Language Isolates I: Aikanã to Kandozi-Shapra


Book Description

This handbook provides the first broadly comprehensive, typologically-informed descriptive overview of the languages of Greater Amazonia. Organized by genealogical units, the chapters provide empirically rich descriptions of the phonology and grammar of all Amazonian families and isolates for which data and descriptions exist. Volume 1 focuses on the many isolates of the region – those languages for which no extant sisters can be identified.




The Oxford Handbook of Language Prosody


Book Description

This handbook presents detailed accounts of current research in all aspects of language prosody, written by leading experts from different disciplines. The volume's comprehensive coverage and multidisciplinary approach will make it an invaluable resource for all researchers, students, and practitioners interested in prosody.
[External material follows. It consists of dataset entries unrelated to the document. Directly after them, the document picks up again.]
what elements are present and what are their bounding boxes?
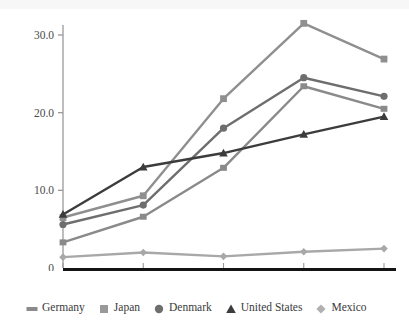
legend-item-germany[interactable]: Germany [26,301,85,313]
legend-item-denmark[interactable]: Denmark [153,301,212,313]
legend-label: Germany [42,301,85,313]
data-point-marker [60,239,67,245]
diamond-marker [315,301,327,313]
data-point-marker [140,192,147,199]
data-point-marker [300,248,308,256]
plot-area: 010.020.030.019751985199019951999 [0,9,409,271]
circle-marker [153,301,165,313]
legend-label: United States [241,301,303,313]
series-markers-germany [60,83,388,245]
data-point-marker [220,253,228,261]
data-point-marker [220,95,227,102]
triangle-marker [225,301,237,313]
y-axis-tick-label: 30.0 [34,29,54,41]
data-point-marker [140,201,147,208]
legend-label: Mexico [331,301,366,313]
legend-label: Denmark [169,301,212,313]
data-point-marker [380,245,388,253]
line-chart-svg: 010.020.030.019751985199019951999 [0,9,409,271]
data-point-marker [381,106,388,112]
data-point-marker [381,56,388,63]
series-line [63,86,384,242]
series-markers-japan [60,20,388,221]
data-point-marker [300,20,307,27]
data-point-marker [220,125,227,132]
chart-legend: GermanyJapanDenmarkUnited StatesMexico [0,296,409,318]
legend-item-japan[interactable]: Japan [98,301,140,313]
data-point-marker [300,74,307,81]
series-japan [63,23,384,217]
data-point-marker [140,214,147,220]
y-axis-tick-label: 20.0 [34,107,54,119]
data-point-marker [59,221,66,228]
chart-figure: 010.020.030.019751985199019951999 German… [0,0,409,324]
series-markers-mexico [59,245,388,261]
series-line [63,23,384,217]
data-point-marker [380,93,387,100]
legend-item-united-states[interactable]: United States [225,301,303,313]
data-point-marker [220,165,227,171]
y-axis-tick-label: 10.0 [34,184,54,196]
square-marker [98,301,110,313]
legend-item-mexico[interactable]: Mexico [315,301,366,313]
data-point-marker [59,253,67,261]
cropped-title-strip [0,0,409,9]
y-axis-tick-label: 0 [48,262,54,271]
data-point-marker [300,83,307,89]
rect-marker [26,301,38,313]
legend-label: Japan [114,301,140,313]
series-germany [63,86,384,242]
data-point-marker [139,249,147,257]
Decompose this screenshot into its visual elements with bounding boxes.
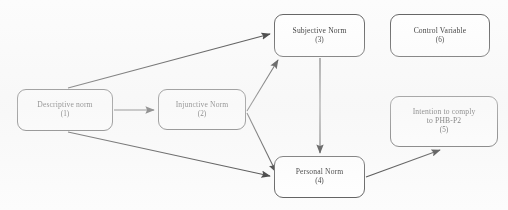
node-injunctive-norm-label: Injunctive Norm (173, 101, 232, 110)
node-personal-norm-label: Personal Norm (293, 168, 347, 177)
edge-descriptive-to-personal (68, 132, 270, 176)
edge-descriptive-to-subjective (68, 34, 270, 88)
node-intention-to-comply-index: (5) (440, 126, 449, 134)
node-descriptive-norm-index: (1) (61, 110, 70, 118)
node-control-variable-label: Control Variable (411, 27, 470, 36)
edge-injunctive-to-subjective (247, 60, 278, 111)
node-subjective-norm-index: (3) (315, 36, 324, 44)
diagram-canvas: Descriptive norm (1) Injunctive Norm (2)… (0, 0, 508, 210)
node-personal-norm-index: (4) (315, 177, 324, 185)
node-descriptive-norm-label: Descriptive norm (34, 101, 95, 110)
node-injunctive-norm[interactable]: Injunctive Norm (2) (158, 89, 246, 130)
node-control-variable-index: (6) (436, 36, 445, 44)
node-injunctive-norm-index: (2) (198, 110, 207, 118)
edge-personal-to-intention (366, 150, 440, 177)
node-subjective-norm[interactable]: Subjective Norm (3) (274, 14, 365, 57)
node-intention-to-comply[interactable]: Intention to comply to PHB-P2 (5) (390, 96, 498, 147)
node-descriptive-norm[interactable]: Descriptive norm (1) (17, 89, 113, 131)
edge-injunctive-to-personal (247, 113, 276, 172)
node-personal-norm[interactable]: Personal Norm (4) (274, 156, 365, 198)
node-intention-to-comply-label: Intention to comply to PHB-P2 (410, 108, 479, 126)
node-control-variable[interactable]: Control Variable (6) (390, 14, 490, 57)
node-subjective-norm-label: Subjective Norm (290, 27, 350, 36)
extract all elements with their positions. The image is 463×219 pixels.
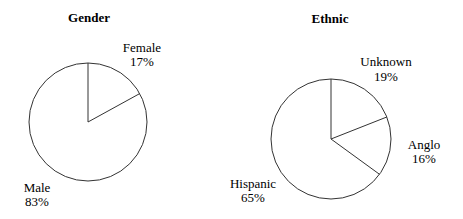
ethnic-pie-chart: Ethnic Unknown 19% Anglo 16% Hispanic 65… bbox=[230, 11, 440, 205]
pie-charts: Gender Female 17% Male 83% Ethnic Unknow… bbox=[0, 0, 463, 219]
female-percent: 17% bbox=[130, 54, 154, 69]
male-percent: 83% bbox=[25, 194, 49, 209]
ethnic-title: Ethnic bbox=[312, 11, 349, 26]
anglo-label: Anglo bbox=[408, 137, 441, 152]
unknown-label: Unknown bbox=[360, 54, 412, 69]
unknown-percent: 19% bbox=[374, 69, 398, 84]
gender-pie-chart: Gender Female 17% Male 83% bbox=[24, 10, 162, 209]
female-label: Female bbox=[123, 40, 161, 55]
male-label: Male bbox=[24, 180, 51, 195]
hispanic-label: Hispanic bbox=[230, 176, 276, 191]
gender-title: Gender bbox=[68, 10, 110, 25]
anglo-percent: 16% bbox=[412, 151, 436, 166]
hispanic-percent: 65% bbox=[241, 190, 265, 205]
Subordination in Native South American Languages


Book Description

In terms of its linguistic and cultural make-up, the continent of South America provides linguists and anthropologists with a complex puzzle of language diversity. The continent teems with small language families and isolates, and even languages spoken in adjacent areas can be typologically vastly different from each other. This volume intends to provide a taste of the linguistic diversity found in South America within the area of clause subordination. The potential variety in the strategies that languages can use to encode subordinate events is enormous, yet there are clearly dominant patterns to be discerned: switch reference marking, clause chaining, nominalization, and verb serialization. The book also contributes to the continuing debate on the nature of syntactic complexity, as evidenced in subordination.




Switch Reference 2.0


Book Description

Switch reference is a grammatical process that marks a referential relationship between arguments of two (or more) verbs. Typically it has been characterized as an inflection pattern on the verb itself, encoding identity or non-identity between subject arguments separately from traditional person or number marking. In the 50 years since William Jacobsen’s coinage of the term, switch reference has evolved from an exotic phenomenon found in a handful of lesser-known languages to a widespread feature found in geographically and linguistically unconnected parts of the world. The growing body of information on the topic raises new theoretical and empirical questions about the development, functions, and nature of switch reference, as well as the internal variation between different switch-reference systems. The contributions to this volume discuss these and other questions for a wide variety of languages from all over the world, and endevaour to demonstrate the full functional and morphosyntactic range of the phenomenon.